ABSTRACT

FIFA has weathered many storms, to invoke FIFA president Blatter’s favourite metaphor of survival, and has in many respects been a beneficiary of the phenomenon identified by Roman satirist Juvenal as panem et circenses (“bread and races,” more commonly given as “bread and circuses”). Juvenal was referring to how public entertainment or spectacle can be associated with a decline in political spirit; the populace looks for fun and ignores wider social or political issues. 1 Indeed, when journalists or broadcasters turn their attention to the ethical problems of FIFA — endemic maladministration, little transparency, zero accountability, bogus idealism — they have habitually asked why all this matters, when the match goes on and the peoples’ game prospers. 2 But the sheer scale, and increasing visibility, of the self-serving and ethically dubious practices of football’s world governing body have come more consistently under the interrogative gaze of reforming networks and campaigning, investigative journalists. 3 This also tarnishes the product and the image of the product, and big corporate players are far from happy to be associated with a flawed body exposed as hypocritical, ethically dubious and routinely unaccountable. This does not, though, guarantee instant reform within the organization; FIFAcrats are highly skilled, many reciprocally dependent on the benefits provided by their positions, and ruthlessly survivalist. This is not a point at which to witness a crucial turning point, a Salt Lake City moment, in the complementary story of the Olympics, when widespread condemnation of corruption among IOC personnel led to serious reforms. But the claims from within FIFA that a “road to reform” is being travelled ensures that the critical gaze will now be sustained, more than ever before. And the corporate partners will keep asking questions. What, then, are the likely directions that FIFA will take in the future? In this penultimate chapter I consider the potential influence of the sets of interests that are sometimes said to be the sources of serious institutional reform at FIFA — clubs, sponsors and states or 150governments — and then outline five future directions or scenarios that might shape, or indeed reshape, FIFA’s future.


Prompt:
This exercise calls for every line of the listing below that contains the word "plan".

Dataset content:
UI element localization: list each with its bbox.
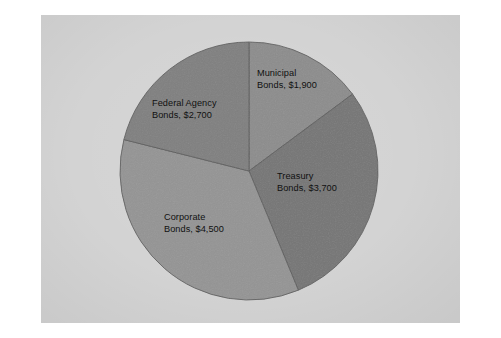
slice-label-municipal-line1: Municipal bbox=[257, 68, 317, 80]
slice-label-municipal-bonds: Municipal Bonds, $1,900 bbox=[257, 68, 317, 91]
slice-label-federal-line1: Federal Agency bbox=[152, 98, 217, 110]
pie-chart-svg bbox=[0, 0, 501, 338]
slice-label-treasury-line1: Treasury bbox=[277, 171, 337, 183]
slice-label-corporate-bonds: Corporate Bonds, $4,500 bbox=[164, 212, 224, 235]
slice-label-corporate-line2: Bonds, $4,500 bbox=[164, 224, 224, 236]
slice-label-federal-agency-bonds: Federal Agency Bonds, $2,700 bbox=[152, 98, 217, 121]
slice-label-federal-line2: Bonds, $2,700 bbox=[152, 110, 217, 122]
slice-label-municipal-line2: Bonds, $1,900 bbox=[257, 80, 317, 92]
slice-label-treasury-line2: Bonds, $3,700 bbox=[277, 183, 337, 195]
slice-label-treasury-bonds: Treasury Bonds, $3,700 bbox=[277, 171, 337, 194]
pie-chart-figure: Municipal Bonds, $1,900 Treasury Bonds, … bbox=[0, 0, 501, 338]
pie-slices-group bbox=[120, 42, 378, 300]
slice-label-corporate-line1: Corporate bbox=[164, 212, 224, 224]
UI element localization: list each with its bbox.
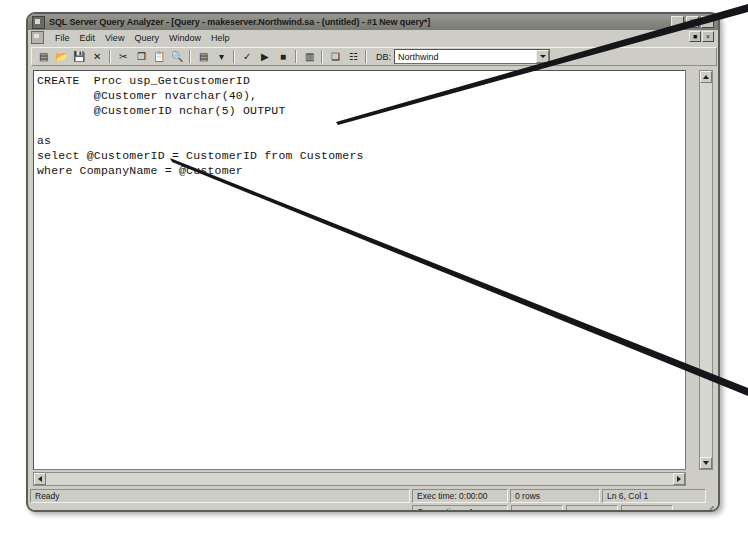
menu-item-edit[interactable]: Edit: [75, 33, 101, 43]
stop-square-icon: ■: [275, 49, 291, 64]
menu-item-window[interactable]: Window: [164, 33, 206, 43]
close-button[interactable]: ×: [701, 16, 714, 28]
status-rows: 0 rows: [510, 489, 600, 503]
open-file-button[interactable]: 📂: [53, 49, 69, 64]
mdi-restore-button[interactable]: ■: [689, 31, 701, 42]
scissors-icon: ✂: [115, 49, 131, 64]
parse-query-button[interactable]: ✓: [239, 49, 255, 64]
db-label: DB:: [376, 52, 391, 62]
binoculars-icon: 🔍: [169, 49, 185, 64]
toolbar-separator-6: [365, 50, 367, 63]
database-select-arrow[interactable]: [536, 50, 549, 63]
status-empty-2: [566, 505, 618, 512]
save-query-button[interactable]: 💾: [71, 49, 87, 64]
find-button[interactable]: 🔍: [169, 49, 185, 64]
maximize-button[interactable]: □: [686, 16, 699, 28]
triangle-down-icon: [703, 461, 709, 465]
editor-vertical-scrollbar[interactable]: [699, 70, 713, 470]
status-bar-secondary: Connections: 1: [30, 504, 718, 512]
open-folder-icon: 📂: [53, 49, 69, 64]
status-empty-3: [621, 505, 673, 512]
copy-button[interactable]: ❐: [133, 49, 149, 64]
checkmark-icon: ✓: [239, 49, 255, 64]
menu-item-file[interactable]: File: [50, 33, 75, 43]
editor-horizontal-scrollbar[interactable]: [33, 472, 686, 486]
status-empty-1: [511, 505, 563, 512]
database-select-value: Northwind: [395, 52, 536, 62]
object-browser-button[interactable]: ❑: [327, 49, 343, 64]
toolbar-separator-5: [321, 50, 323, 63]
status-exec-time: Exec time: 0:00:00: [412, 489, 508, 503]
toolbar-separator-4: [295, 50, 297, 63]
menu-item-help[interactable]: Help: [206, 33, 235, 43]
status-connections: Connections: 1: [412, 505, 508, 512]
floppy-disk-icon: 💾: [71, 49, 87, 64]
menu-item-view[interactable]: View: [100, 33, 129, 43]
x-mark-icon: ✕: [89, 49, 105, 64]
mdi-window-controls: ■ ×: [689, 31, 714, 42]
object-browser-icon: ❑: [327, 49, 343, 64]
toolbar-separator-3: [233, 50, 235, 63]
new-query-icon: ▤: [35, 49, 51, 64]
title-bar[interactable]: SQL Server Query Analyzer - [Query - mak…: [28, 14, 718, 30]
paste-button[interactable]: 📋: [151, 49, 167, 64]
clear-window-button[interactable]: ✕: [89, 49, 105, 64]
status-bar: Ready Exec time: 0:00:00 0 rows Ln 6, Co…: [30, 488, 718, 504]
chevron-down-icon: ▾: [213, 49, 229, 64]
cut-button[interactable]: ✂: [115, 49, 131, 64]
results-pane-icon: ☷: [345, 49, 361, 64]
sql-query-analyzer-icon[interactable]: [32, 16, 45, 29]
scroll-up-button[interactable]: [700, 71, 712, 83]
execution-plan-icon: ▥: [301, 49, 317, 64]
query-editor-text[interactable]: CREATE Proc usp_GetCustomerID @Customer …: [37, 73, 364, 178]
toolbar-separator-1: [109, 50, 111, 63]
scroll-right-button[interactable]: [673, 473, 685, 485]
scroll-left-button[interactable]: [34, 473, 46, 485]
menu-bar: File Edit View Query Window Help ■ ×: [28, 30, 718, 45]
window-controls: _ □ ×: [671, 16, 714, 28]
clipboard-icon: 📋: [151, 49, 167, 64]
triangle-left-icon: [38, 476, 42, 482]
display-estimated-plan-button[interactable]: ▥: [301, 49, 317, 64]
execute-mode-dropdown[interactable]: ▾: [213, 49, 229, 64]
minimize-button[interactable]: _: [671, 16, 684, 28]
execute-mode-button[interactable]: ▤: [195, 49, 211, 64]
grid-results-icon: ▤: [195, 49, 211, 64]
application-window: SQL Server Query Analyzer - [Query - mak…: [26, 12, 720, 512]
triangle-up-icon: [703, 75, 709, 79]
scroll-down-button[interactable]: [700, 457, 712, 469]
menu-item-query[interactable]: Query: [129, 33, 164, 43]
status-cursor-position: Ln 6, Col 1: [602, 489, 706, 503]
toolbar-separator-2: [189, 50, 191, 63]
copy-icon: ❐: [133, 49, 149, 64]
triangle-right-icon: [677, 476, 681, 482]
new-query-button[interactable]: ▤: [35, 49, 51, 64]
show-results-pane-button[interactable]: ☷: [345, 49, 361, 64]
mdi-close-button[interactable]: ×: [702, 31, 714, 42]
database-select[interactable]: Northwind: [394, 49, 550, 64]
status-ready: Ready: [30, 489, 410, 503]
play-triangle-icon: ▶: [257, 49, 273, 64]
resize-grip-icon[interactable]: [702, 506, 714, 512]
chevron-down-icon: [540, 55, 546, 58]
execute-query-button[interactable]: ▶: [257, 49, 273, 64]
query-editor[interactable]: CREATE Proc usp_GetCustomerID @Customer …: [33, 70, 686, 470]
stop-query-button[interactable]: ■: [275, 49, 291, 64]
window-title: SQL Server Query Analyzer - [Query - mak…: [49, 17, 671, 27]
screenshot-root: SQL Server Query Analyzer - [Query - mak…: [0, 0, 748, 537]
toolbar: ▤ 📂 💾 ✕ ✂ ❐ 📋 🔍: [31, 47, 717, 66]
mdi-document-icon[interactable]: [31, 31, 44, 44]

Task response:
execution-plan-icon: ▥: [301, 49, 317, 64]
display-estimated-plan-button[interactable]: ▥: [301, 49, 317, 64]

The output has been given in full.